In recent years, the tradition has seen a resurgence. Ten years ago, Harris, who worked as a limousine driver, got a gig driving for the late Eva “Tee Eva” Perry, who was then in her mid-70s and was one of the city’s last remaining Baby Dolls. “One day, I took her to buy fabric, and she bought purple fabric for me, as well,” Harris said, recalling that she then gave the material to her sister, a seamstress.

“It was the first time she’d ever made a doll dress for a grown woman,” said Harris, who wore the outfit on Mardi Gras 2012.

Today’s Baby Doll revival can be traced to several women, including Perry, her good friend Antoinette K-Doe, Miriam Batiste Reed, Lois Andrews and Merline Kimble. Although most have now passed away, Kimble is still actively masking with her group, the Gold Digger Baby Dolls, named for the group that her grandmother led in the early part of the 20th century. The group — like many other ones of that era — went dormant until about 20 years ago, until Andrews, her close friend and neighbor, tried on a satin dress that Kimble kept from her grandmother’s time.

“We were sitting outside that day.
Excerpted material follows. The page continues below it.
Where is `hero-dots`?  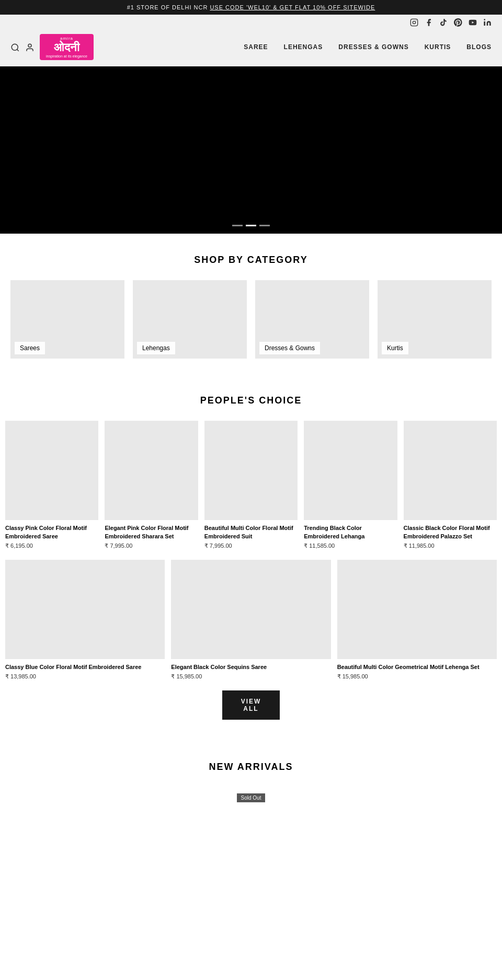
hero-dots is located at coordinates (251, 226).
Lois put on that dress and told me, ‘C’mon, Merline, we’re going to bring back the Baby Dolls,’ ” Kimble recalled.

Alana Harris (who is not related to Carol Harris), 50, sees an almost revolutionary spirit behind the tradition. For Harris, who works in City Hall as deputy director of arts and culture in the mayor’s office of cultural economy, this spirit is reflected in her family history: Her mother, Linda Diane Smith, a young member of the Congress of Racial Equality, picketed and integrated theaters in New Orleans in 1964, when she was 15.

On Tuesday, when Alana Harris and her 12-year-old daughter Pinky leave the house as part of the Creole Belle Baby Dolls, they are representing a long line of women who broke race and gender barriers, Harris said. “We are continuing my family’s matriarchal line through the spirit of the Baby Dolls,” she said.

The tradition is openly bawdy and bacchanal. Baby Dolls often carry baby bottles filled with liquor on Mardi Gras Day. Historically, to fend off unwanted advances, Baby Dolls carried shivs, razors or ice picks in garters or bricks in purses, according to Vaz-Deville’s book.

As a child, Lauren Blouin, 58, who now masks as “Baby Blue” with the Black Storyville Baby Dolls, remembers her mother warning her about getting too close to “those barroom women.” But few other current Baby Dolls have any memory of the earlier days of the tradition.

These days, many Baby Dolls see the practice as a kind of self-care. Trieshena “Baby Doll Dragon Fly” Duventre, 49, joined her cousin’s group, the Original Black Seminole Baby Dolls, last year.

“I realized there is more to life than going to work,” she said. “I need some fun.”

Outside of Mardi Gras, Baby Dolls are often asked to dress up and volunteer at funerals, concerts and events. During the pandemic, the groups, dressed in their classic satin outfits, have been front and center in the city’s efforts to push mask-wearing and vaccinations; their photos have been emblazoned on buses with their sleeves rolled up; and they’ve staffed events to hand out at-home coronavirus tests.

“I think it’s because the city knows people will always trust a Baby Doll,” said Carol Harris of the groups’ prominence throughout the pandemic. In fact, she said, she believes that Baby Dolls are the perfect antidote for a pandemic-weary world.

“There’s so much darkness around us,” she said. “We bring color, and we bring the spirit of the strong woman. If we get knocked down, we get back up.”

Correction: An earlier version of this article misstated the name of the N’awlins D’awlins. It is the N’awlins D’awlins, not the N’awlins Dawlins.